Throughout much of its life, however, RR has not effectively specified what should be conveyed to the new co-ops about consensus decision-making or facilitation. The content of these compulsory workshops was left to whoever volunteered to run them, meaning that the instructions on how to do group decision-making or meeting facilitation could vary from gathering to gathering, possibly even in a contradictory way.

Within much of contemporary activist organizing, there a tension between exactly these competing values – autonomy and ideology. In the debate around the 15-hour rule, one theme that has emerged strongly has been a claim to autonomy by member co-operatives. Co-ops who joined RR by giving an undertaking that they would restrict their membership to people willing to accept the consumption and radical social action rules, and who have sometimes gained loans from RR on this basis, have later decided that they wanted to be able to admit whoever they wanted into their co-ops – while still being members of Radical Routes, and without having to pay back their loans to RR.

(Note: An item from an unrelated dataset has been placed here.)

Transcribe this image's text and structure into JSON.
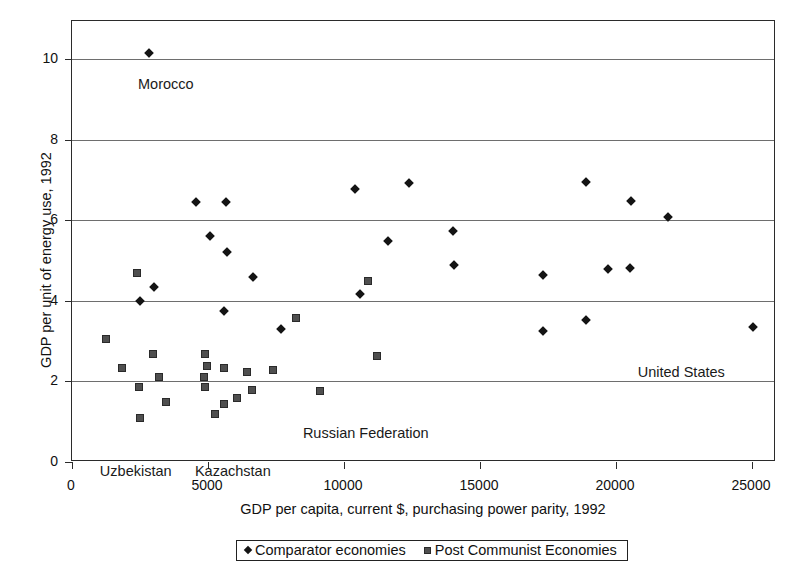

Radical Routes has achieved amazing things. It’s enabled groups of mostly young, mostly poor people (generally voluntarily-downwardly-mobile) to take well over £4 million-worth of property out of private hands and into co-operative ownership. It’s provided stable bases for some of the most important British direct action campaigning of the last 30 years. It’s been a beacon of democratic decision-making and anarchist financing.

At the same time, it’s not clear what the effect on the organization will be as the demand for individual and co-op autonomy overcomes the need for boundary-setting principles.

Radical Routes has, in many ways, been an example of the future desired society being set up in miniature within the shell of the old society. It’s possible that over the last few years, key elements preserving its radical identity have themselves been hollowed out, leaving a fragile shell. There may be lessons here for others.